Original Release: Interplay, 1997, PC / Mac
Other Releases: iOS (2012), Android (2013)
A riff on Death Race 2000 that has you going cross-country running down innocent bystanders for bonus points.
Death Race 2000 (PC, Interplay, 1997)
Where to Buy: Amazon
How to Emulate: DOS Emulation Page
Review by: C. M0use
Carmageddon is basically a gaming take on cult ’70s film Death Race 2000, which was an over-the-top satire set in a dystopian America. In both the game and movie street races are held through populated areas, with points being awarded for hitting anyone and everyone unfortunate enough to be along the track when the cars come through.
Unlike Death Race 2000, however, there’s no social commentary to be found in Carmageddon. It is instead exactly what the movie was satirizing – mindless entertainment based on the vehicular slaughter of people, albeit virtual. Now, I’m not here to moralize about that, nor did I give the game the Ugh Face because of it. I just think it’s worth noting, as no other review I’ve read has seemed to bother to.

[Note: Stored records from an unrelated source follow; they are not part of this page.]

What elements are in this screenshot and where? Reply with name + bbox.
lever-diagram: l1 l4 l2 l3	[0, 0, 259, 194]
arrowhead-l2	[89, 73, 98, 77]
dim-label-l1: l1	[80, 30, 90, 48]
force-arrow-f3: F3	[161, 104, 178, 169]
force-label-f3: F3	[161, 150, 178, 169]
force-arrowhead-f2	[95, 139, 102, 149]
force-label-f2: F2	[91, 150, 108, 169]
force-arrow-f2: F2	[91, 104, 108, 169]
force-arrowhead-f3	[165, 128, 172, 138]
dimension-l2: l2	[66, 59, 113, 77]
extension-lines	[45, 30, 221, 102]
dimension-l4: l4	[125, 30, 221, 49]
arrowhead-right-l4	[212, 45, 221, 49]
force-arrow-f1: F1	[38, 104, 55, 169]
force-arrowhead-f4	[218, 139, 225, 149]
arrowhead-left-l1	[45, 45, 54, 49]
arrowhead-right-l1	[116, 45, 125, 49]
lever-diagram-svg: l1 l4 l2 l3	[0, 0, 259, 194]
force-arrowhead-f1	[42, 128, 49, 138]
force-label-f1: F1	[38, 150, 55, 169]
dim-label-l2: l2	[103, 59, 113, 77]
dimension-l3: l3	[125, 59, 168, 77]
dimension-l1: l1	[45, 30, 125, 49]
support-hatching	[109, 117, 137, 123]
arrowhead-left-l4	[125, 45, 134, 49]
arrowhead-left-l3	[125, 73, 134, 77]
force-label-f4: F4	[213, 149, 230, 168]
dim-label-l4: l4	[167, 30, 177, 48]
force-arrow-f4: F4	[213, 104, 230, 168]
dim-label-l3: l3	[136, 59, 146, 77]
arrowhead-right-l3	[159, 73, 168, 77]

No, the major problem with Carmageddon is not the complete moral bankruptcy, but rather that’s it’s very sludgy, overly simplistic and just not much fun to play unless you’ve got some kind of fetish for splattering low-detail people with a car. It appears that the designers just thought that the “Death Race” concept alone, combined with decent-ish processor-straining graphics (for the time), would carry it through to sales victory.
The game gives you a series of 36 courses that you race through repeatedly, with the only over-arching goal being to work your way up the rankings from #99 to an eventual #1. Placing high in races gets you cash prizes, which you use to repair damage and upgrade. Picture GTA 3 or Driver, but with no driving technique whatsoever except “accelerate”, “brake”, and “turn slowly left-right” – racing has literally been simplified to using only the joystick or arrow keys and nothing else.
The handling does get better as the game goes on and you upgrade, but it takes so long and requires you to grind through so many painful races with terrible play control that it really isn’t worth it. Turning left-right is incredibly sludgy at any amount of speed and there are a lot of little obstacles to avoid, not to mention the other cars which constantly try to ram you when they’re nearby. If you hit something you come to a dead stop, and it takes forever to reverse and re-accelerate. And if you get hung up on one of the many barriers that point you to the next turn, you might as well just reset the game because you’re never getting off of those things.
A couple of things I do like are the active portrait of the driver that’s always present in the upper-left (which responds to game events by doing things like looking over their shoulder at splattered peds and bucking forward when hit), and the wide range of designs of the car roster, which draw inspiration from everything from real-life hoopties to cars from Death Race 2000. The backgrounds also all tend to be quite decent, but this was at the cost of requiring an absolutely top-flight machine and graphics card when the game came out.
My overall impression of Carmageddon is that it was more interested in being the winner of the “shock and nihilism” contest started by Mortal Kombat in the ’90s than it was about actually being a solid, playable racing game with depth. Unless you jag off to the idea of splattering Grandma with a 100 mph roadster, there’s really nothing on offer here but a racing game that struggles to have mediocre, simplistic gameplay.